Here's where it gets interesting for anyone in the decentralization space. If AI agents are going to autonomously transact, negotiate, and manage resources on our behalf, they need programmable money and trustless infrastructure.

They need smart contracts, not bank APIs that close at 5 PM. They need permissionless payment rails, not Stripe accounts that require KYC for a bot. The convergence of AI agents and crypto is an architectural inevitability.

AI agents don't have bank accounts. They don't have government IDs. But they can hold a wallet, sign a transaction, and interact with a smart contract. Crypto is the native financial layer for autonomous software.

Projects in the crypto-AI intersection are already building for this. Fetch.ai is creating an agent-based economy where autonomous agents discover, negotiate, and transact with each other on-chain. Autonolas is building a framework for decentralized autonomous agent services. Morpheus is developing a peer-to-peer network for AI agents with built-in crypto payments.

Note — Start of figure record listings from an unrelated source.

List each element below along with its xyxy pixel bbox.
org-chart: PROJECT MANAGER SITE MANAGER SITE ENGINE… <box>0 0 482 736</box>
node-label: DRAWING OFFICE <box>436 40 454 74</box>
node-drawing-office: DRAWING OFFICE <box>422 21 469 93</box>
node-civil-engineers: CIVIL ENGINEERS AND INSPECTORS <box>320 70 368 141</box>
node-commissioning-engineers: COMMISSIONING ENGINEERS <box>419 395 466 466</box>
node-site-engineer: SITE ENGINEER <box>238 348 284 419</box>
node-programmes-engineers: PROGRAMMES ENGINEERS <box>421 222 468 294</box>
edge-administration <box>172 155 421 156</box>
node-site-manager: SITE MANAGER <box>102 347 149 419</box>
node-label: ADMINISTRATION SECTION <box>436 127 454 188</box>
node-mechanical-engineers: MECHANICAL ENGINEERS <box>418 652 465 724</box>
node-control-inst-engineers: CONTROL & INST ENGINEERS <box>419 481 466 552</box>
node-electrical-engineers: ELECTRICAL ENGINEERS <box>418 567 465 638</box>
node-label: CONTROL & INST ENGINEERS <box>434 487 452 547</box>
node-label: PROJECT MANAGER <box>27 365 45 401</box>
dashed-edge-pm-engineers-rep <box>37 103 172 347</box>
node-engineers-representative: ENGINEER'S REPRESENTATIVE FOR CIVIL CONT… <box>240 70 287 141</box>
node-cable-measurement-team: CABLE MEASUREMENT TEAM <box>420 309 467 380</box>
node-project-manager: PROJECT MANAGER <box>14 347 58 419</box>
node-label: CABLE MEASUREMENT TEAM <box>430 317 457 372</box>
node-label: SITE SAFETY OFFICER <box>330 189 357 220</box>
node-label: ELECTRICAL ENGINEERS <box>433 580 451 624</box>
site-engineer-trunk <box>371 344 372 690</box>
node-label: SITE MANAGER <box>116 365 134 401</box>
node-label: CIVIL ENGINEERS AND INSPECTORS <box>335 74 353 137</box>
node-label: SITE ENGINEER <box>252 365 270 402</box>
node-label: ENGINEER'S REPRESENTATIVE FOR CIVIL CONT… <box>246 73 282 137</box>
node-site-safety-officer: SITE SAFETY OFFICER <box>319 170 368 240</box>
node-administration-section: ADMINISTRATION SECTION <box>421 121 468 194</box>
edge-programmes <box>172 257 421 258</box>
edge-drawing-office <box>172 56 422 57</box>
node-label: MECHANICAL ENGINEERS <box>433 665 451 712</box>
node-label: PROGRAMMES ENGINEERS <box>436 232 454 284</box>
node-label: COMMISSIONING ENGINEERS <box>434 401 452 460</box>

The thesis is simple: if agents replace apps, then the infrastructure those agents run on becomes the most valuable layer in the stack — and that infrastructure should be decentralized.

The Regulatory Blind Spot

Of course, regulators are approximately three technological revolutions behind, as usual. While the SEC is still trying to figure out whether a JPEG is a security, AI agents are about to start autonomously executing financial transactions, signing contracts, and managing portfolios.

The current regulatory framework has zero provisions for autonomous software agents acting on behalf of users.

Who's liable when your AI agent makes a bad trade? Who gets sued when an agent-to-agent transaction goes sideways? The legal system doesn't have answers because it hasn't even formulated the questions yet.

This is precisely why decentralized, transparent, and auditable systems matter. When an AI agent executes a transaction on a public blockchain, there's an immutable record.

When it does the same thing through a centralized API behind closed doors, you're trusting a black box operating inside another black box. The choice between those two architectures isn't just technical — it's philosophical.

The Bottom Line

The 80% figure from the Lex Fridman interview might sound aggressive, but look at the trajectory. Every major tech company is building agents. Investment is measured in billions. The use cases are concrete and multiplying.

The apps on your phone are the horse-drawn carriages of the software world — they just don't know it yet.

For the crypto ecosystem, this is a massive opportunity. Decentralized networks are uniquely positioned to serve as the coordination, payment, and trust layer for an agent-driven economy.

The builders who understand this intersection — AI capability married to crypto infrastructure — are building the operating system for the next decade of software. The rest are building apps that AI agents will eventually eat for breakfast.